Gas stove vs electric / induction — indoor air pollution
How gas, electric and induction cooktops differ in indoor air pollutant emissions (NO₂, PM2.5) and what that means for everyday kitchens.
Key facts
- • Gas combustion releases NO₂ and ultrafine particles directly into kitchen air.
- • Electric and induction cooktops do not combust fuel during cooking.
- • Ventilation strongly influences measured indoor concentrations.
How these categories differ
Gas stoves burn natural gas or propane directly inside the home, producing combustion by-products (NO₂, CO, ultrafine particles, formaldehyde). Electric coil/ceramic stoves heat through electrical resistance — no combustion, no flue gases, but cooking itself still releases PM2.5 from food. Induction stoves transfer energy magnetically to ferromagnetic cookware: the cooktop surface stays cooler, energy transfer is the most efficient, and there is no combustion at all.
Relevant study results
- Stanford 2022 — kitchen NO₂Gas stoves in everyday use produced indoor NO₂ levels exceeding outdoor air-quality guidelines within minutes.View source
- RMI 2020 health reviewChildren in homes with gas cooking have a measurably higher risk of asthma symptoms vs electric cooking homes.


Task: The required result is every line of the records that includes "marker".

(Dataset listings of figures)

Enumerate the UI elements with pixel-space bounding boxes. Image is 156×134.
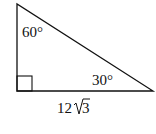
side-radicand: 3 [82, 100, 90, 116]
angle-label-top: 60° [22, 24, 43, 40]
triangle-diagram: 60° 30° 12 3 [0, 0, 156, 134]
triangle [17, 4, 153, 91]
angle-label-bottom-right: 30° [92, 72, 113, 88]
right-angle-marker [17, 76, 32, 91]
side-label-bottom: 12 3 [57, 99, 90, 116]
side-coefficient: 12 [57, 100, 72, 116]
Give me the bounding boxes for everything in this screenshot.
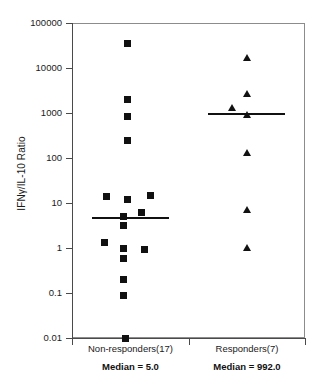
y-tick-label: 1 <box>6 243 62 253</box>
data-point-square <box>124 137 131 144</box>
y-tick-label: 100000 <box>6 18 62 28</box>
data-point-square <box>124 113 131 120</box>
median-text-non-responders: Median = 5.0 <box>72 361 189 373</box>
y-tick-label: 0.01 <box>6 333 62 343</box>
y-tick-label: 10000 <box>6 63 62 73</box>
data-point-square <box>124 40 131 47</box>
y-tick <box>66 203 73 204</box>
data-point-square <box>124 196 131 203</box>
data-point-square <box>120 245 127 252</box>
data-point-triangle <box>243 54 251 61</box>
data-point-triangle <box>243 149 251 156</box>
data-point-triangle <box>228 104 236 111</box>
data-point-square <box>122 335 129 342</box>
y-tick <box>66 68 73 69</box>
data-point-square <box>120 276 127 283</box>
data-point-square <box>141 246 148 253</box>
data-point-square <box>120 222 127 229</box>
group-label-responders: Responders(7) <box>189 343 305 355</box>
y-tick-label: 100 <box>6 153 62 163</box>
y-tick <box>66 113 73 114</box>
y-axis-title: IFNγ/IL-10 Ratio <box>16 99 27 249</box>
y-tick-label: 0.1 <box>6 288 62 298</box>
y-tick-label: 10 <box>6 198 62 208</box>
y-tick <box>66 23 73 24</box>
median-text-responders: Median = 992.0 <box>189 361 305 373</box>
data-point-square <box>147 192 154 199</box>
y-tick <box>66 248 73 249</box>
data-point-square <box>138 209 145 216</box>
median-line <box>92 217 169 219</box>
data-point-triangle <box>243 206 251 213</box>
y-tick <box>66 293 73 294</box>
x-tick <box>305 338 306 345</box>
data-point-triangle <box>243 244 251 251</box>
plot-frame <box>72 23 305 338</box>
data-point-square <box>120 292 127 299</box>
data-point-square <box>120 255 127 262</box>
median-line <box>208 113 285 115</box>
data-point-square <box>103 193 110 200</box>
data-point-triangle <box>243 90 251 97</box>
group-label-non-responders: Non-responders(17) <box>72 343 189 355</box>
scatter-plot-figure: IFNγ/IL-10 Ratio 1000001000010001001010.… <box>0 0 323 378</box>
data-point-square <box>124 96 131 103</box>
y-tick <box>66 158 73 159</box>
y-axis-line <box>72 23 73 339</box>
y-tick-label: 1000 <box>6 108 62 118</box>
data-point-square <box>101 239 108 246</box>
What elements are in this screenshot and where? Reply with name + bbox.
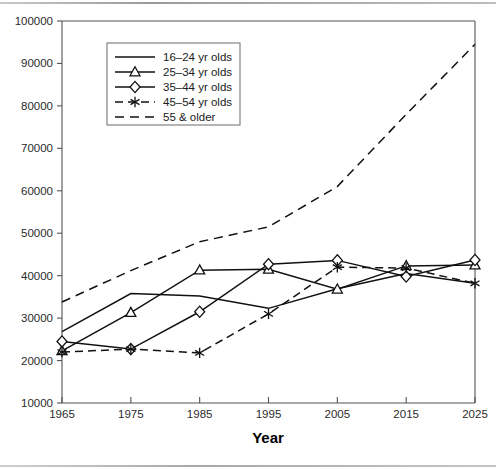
marker-diamond	[264, 259, 274, 270]
series-line	[62, 274, 475, 332]
line-chart: 1000020000300004000050000600007000080000…	[0, 0, 496, 469]
y-tick-label: 50000	[21, 227, 53, 239]
y-tick-label: 10000	[21, 397, 53, 409]
y-tick-label: 90000	[21, 57, 53, 69]
x-tick-label: 1985	[187, 408, 213, 420]
y-tick-label: 100000	[15, 15, 53, 27]
y-axis: 1000020000300004000050000600007000080000…	[15, 15, 62, 409]
marker-diamond	[57, 336, 67, 347]
y-tick-label: 70000	[21, 142, 53, 154]
chart-legend: 16–24 yr olds25–34 yr olds35–44 yr olds4…	[107, 43, 240, 125]
page-top-rule	[0, 2, 496, 4]
x-tick-label: 1975	[118, 408, 144, 420]
chart-figure: 1000020000300004000050000600007000080000…	[0, 0, 496, 469]
legend-label: 55 & older	[163, 111, 216, 123]
marker-triangle	[126, 307, 136, 316]
y-tick-label: 80000	[21, 100, 53, 112]
legend-label: 25–34 yr olds	[163, 66, 232, 78]
y-tick-label: 20000	[21, 355, 53, 367]
y-tick-label: 60000	[21, 185, 53, 197]
series-0	[62, 274, 475, 332]
series-2	[57, 254, 480, 354]
x-tick-label: 1995	[256, 408, 282, 420]
x-tick-label: 2005	[325, 408, 351, 420]
legend-label: 45–54 yr olds	[163, 96, 232, 108]
y-tick-label: 40000	[21, 270, 53, 282]
series-3	[57, 262, 479, 358]
y-tick-label: 30000	[21, 312, 53, 324]
marker-diamond	[470, 254, 480, 265]
legend-label: 35–44 yr olds	[163, 81, 232, 93]
legend-label: 16–24 yr olds	[163, 51, 232, 63]
x-tick-label: 2025	[462, 408, 488, 420]
x-tick-label: 2015	[393, 408, 419, 420]
marker-diamond	[195, 306, 205, 317]
page-bottom-rule	[0, 465, 496, 467]
x-axis-title: Year	[252, 429, 284, 446]
x-tick-label: 1965	[49, 408, 75, 420]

Response to this exercise:
right-angle-marker [17, 76, 32, 91]
marker-diamond	[264, 259, 274, 270]
marker-diamond	[57, 336, 67, 347]
marker-triangle	[126, 307, 136, 316]
marker-diamond	[470, 254, 480, 265]
marker-diamond	[195, 306, 205, 317]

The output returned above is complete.